There are several solutions I think would be much better:
A) Make hardy-proposed similar to debian experimental in terms of
access. As you may know, unless you know what you're doing, you can't
access experimental unless you do so explicitely.
With this example, users should be forced to do things like 'sudo
aptitude -t hardy-proposed install firefox-3.0 - thus touching nothing
else in that section. Personally I think this would be the best
solution.
(The following solutions are related to updates-manager, but might be
better - obviously QA is required so making it that hard might be
bad.)
B) There could be modifications made to updates-manager that, when
enabling hardy-proposed, any updates related are automatically
unchecked, and the user must then explicitly select the packages they
actually enabled it for. Perhaps there could still be an "enable all"
in the proposed sections header?
C) You could simply have updates-manager ignore hardy-proposed, and
force the user to use tools like aptitude to actually install from it.
This is for similar reasons as (A) in that it adds complexity to
accessing the packages, and it might be the easiest to implement. This
has the nice side effect of being very common to those you want
performing QA.
D) You could have update-manager act more like aptitude safe-upgrade,
not capable of removing packages at all unless explicitly instructed
(similar to current prompts for distro upgrades maybe?)

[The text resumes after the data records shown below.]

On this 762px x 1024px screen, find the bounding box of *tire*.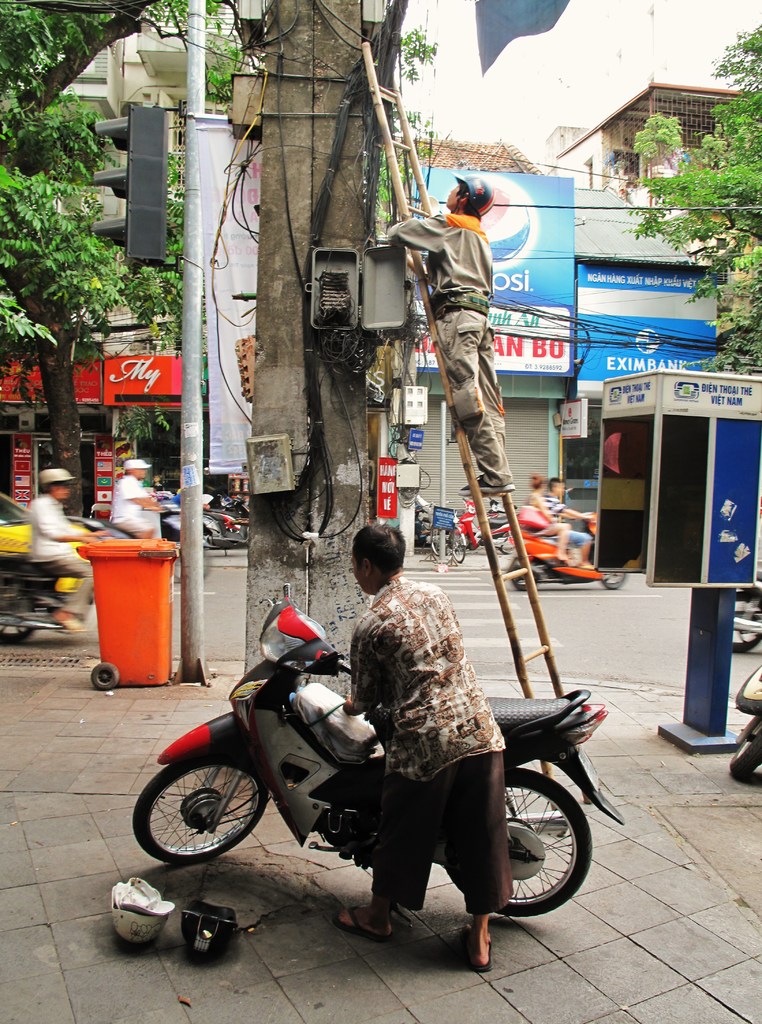
Bounding box: left=450, top=531, right=472, bottom=564.
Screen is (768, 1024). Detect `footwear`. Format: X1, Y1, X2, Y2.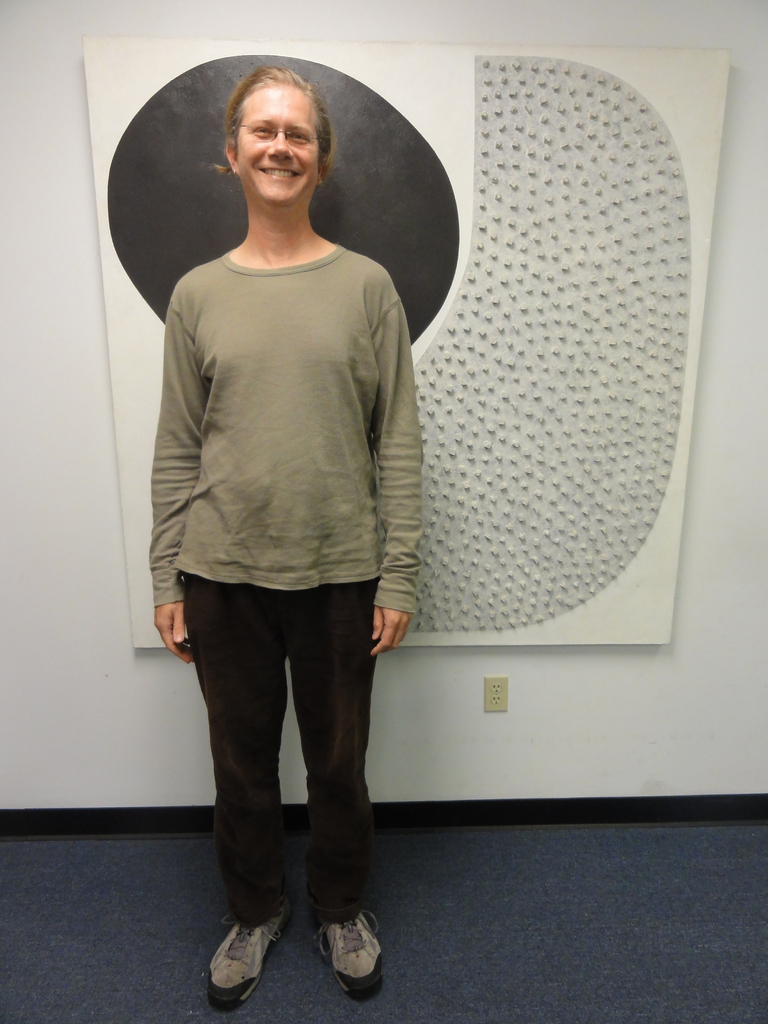
202, 901, 291, 1013.
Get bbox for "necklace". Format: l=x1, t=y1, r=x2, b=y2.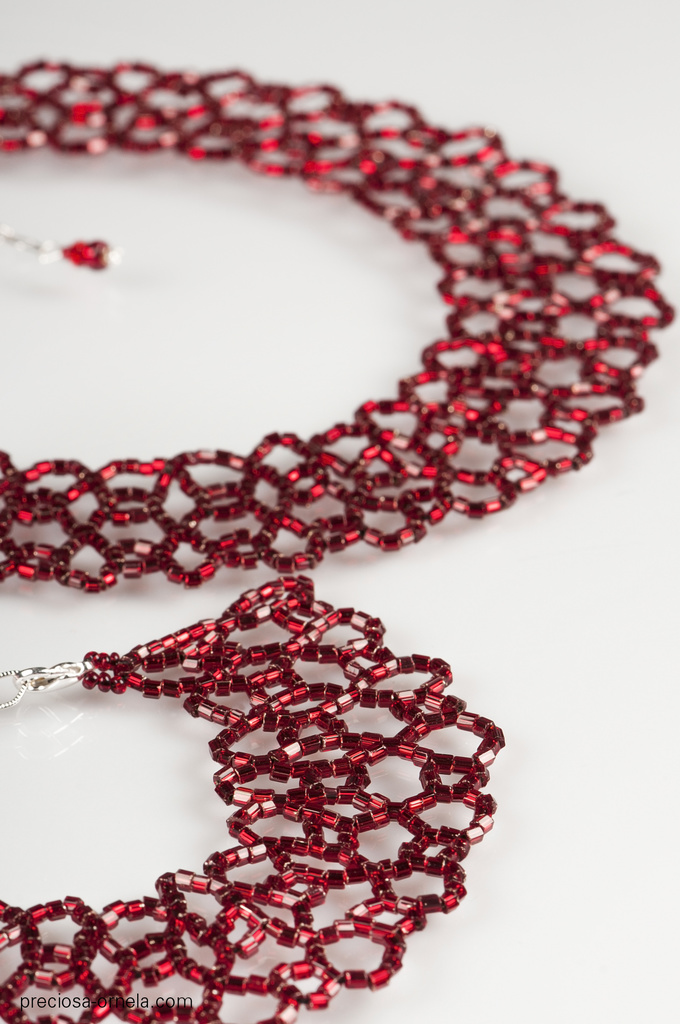
l=0, t=56, r=677, b=589.
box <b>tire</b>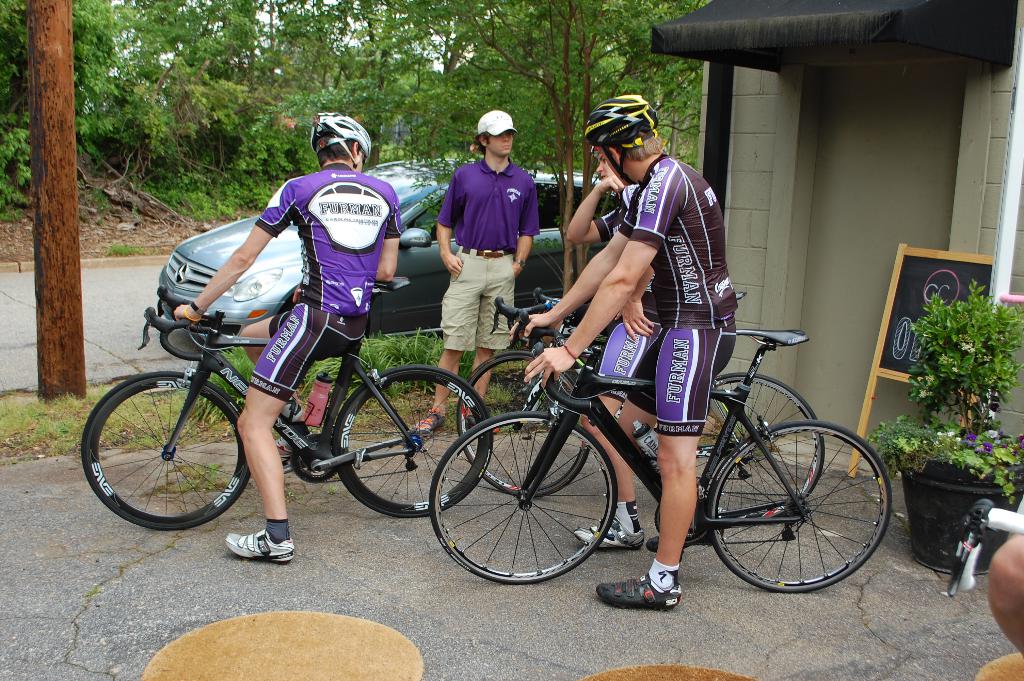
BBox(720, 409, 890, 606)
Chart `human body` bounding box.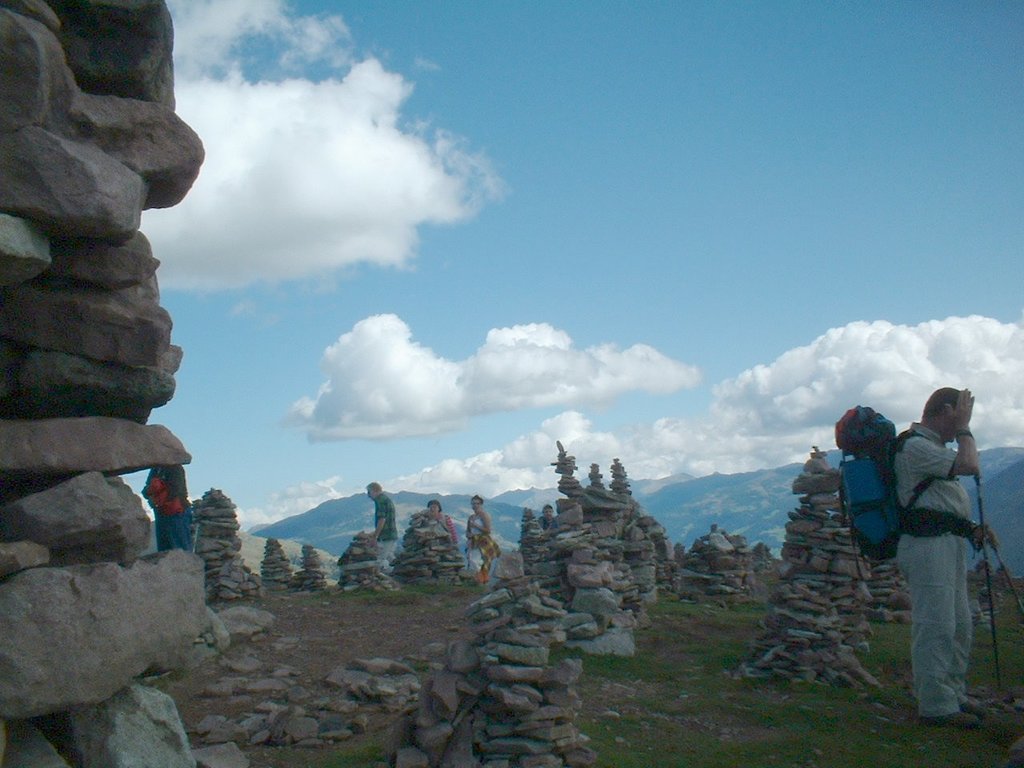
Charted: 362,478,400,566.
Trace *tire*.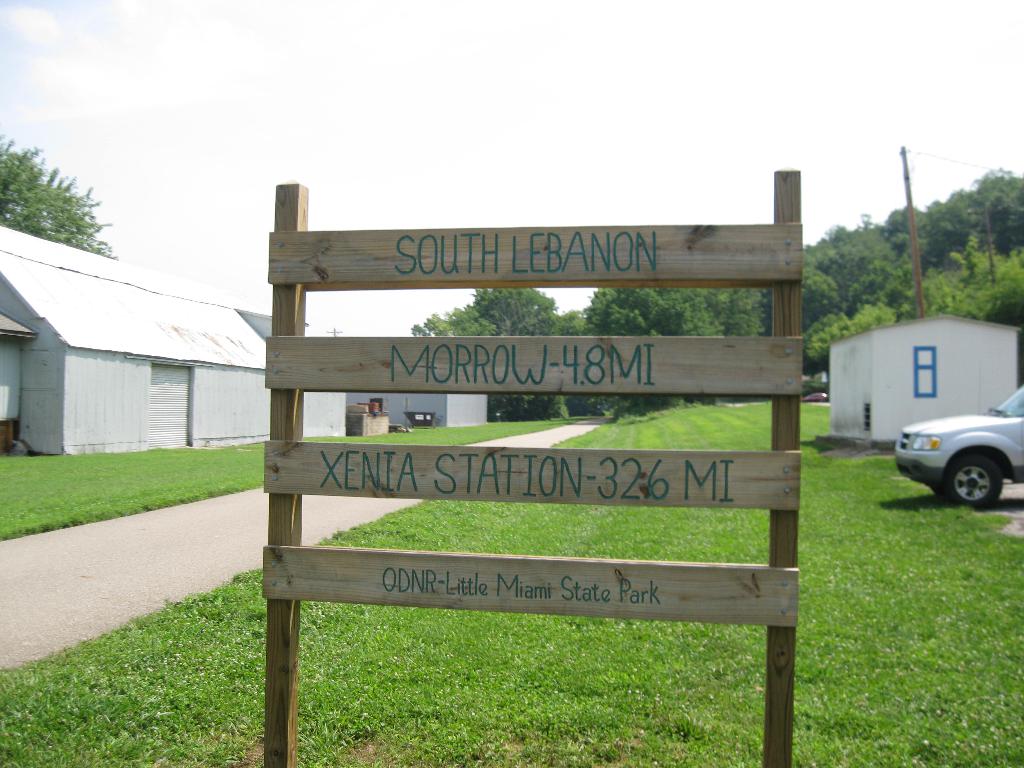
Traced to 938:450:998:513.
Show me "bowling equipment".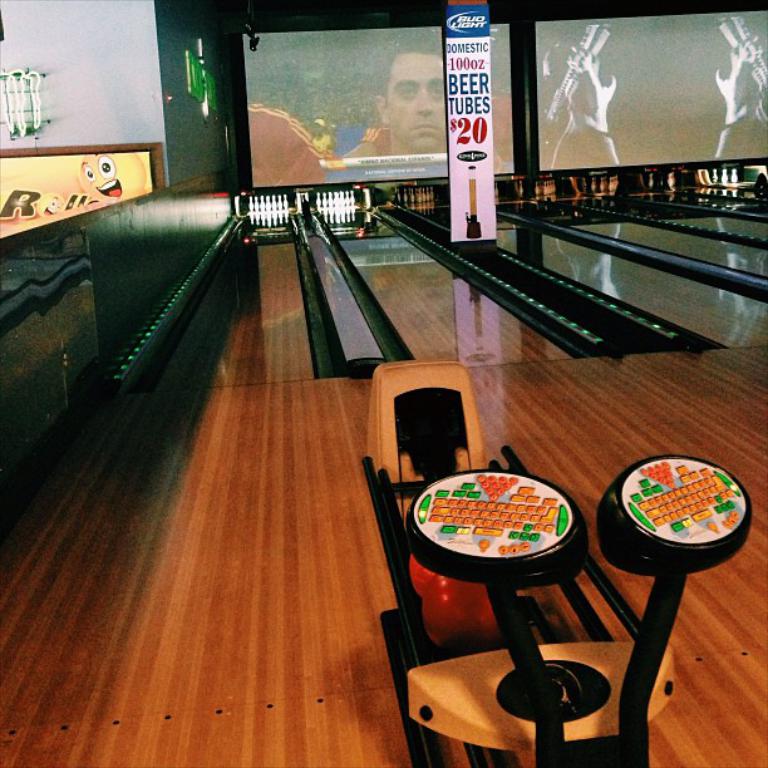
"bowling equipment" is here: 732, 167, 740, 186.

Of course, in an ideal world, no one would use hardy-proposed at all
if they weren't knowledgeable about the ramifications. In a slightly
less ideal world, everyone using hardy-proposed for specific reasons
would be told to disable it when they're done. This of course isn't an
ideal world though.
Proposed is a playground for QA for the next hardy point release, its
reasons are well intended, but something has to be done for users that
are told to use hardy-proposed and aren't knowledgeable with the
system. I don't think developers should have to worry about what
they're uploading to hardy-proposed - it's supposed to break, else QA
is no fun at all... but it should take more steps to ensure it's not
breaking peoples systems that do not know how to rectify issues.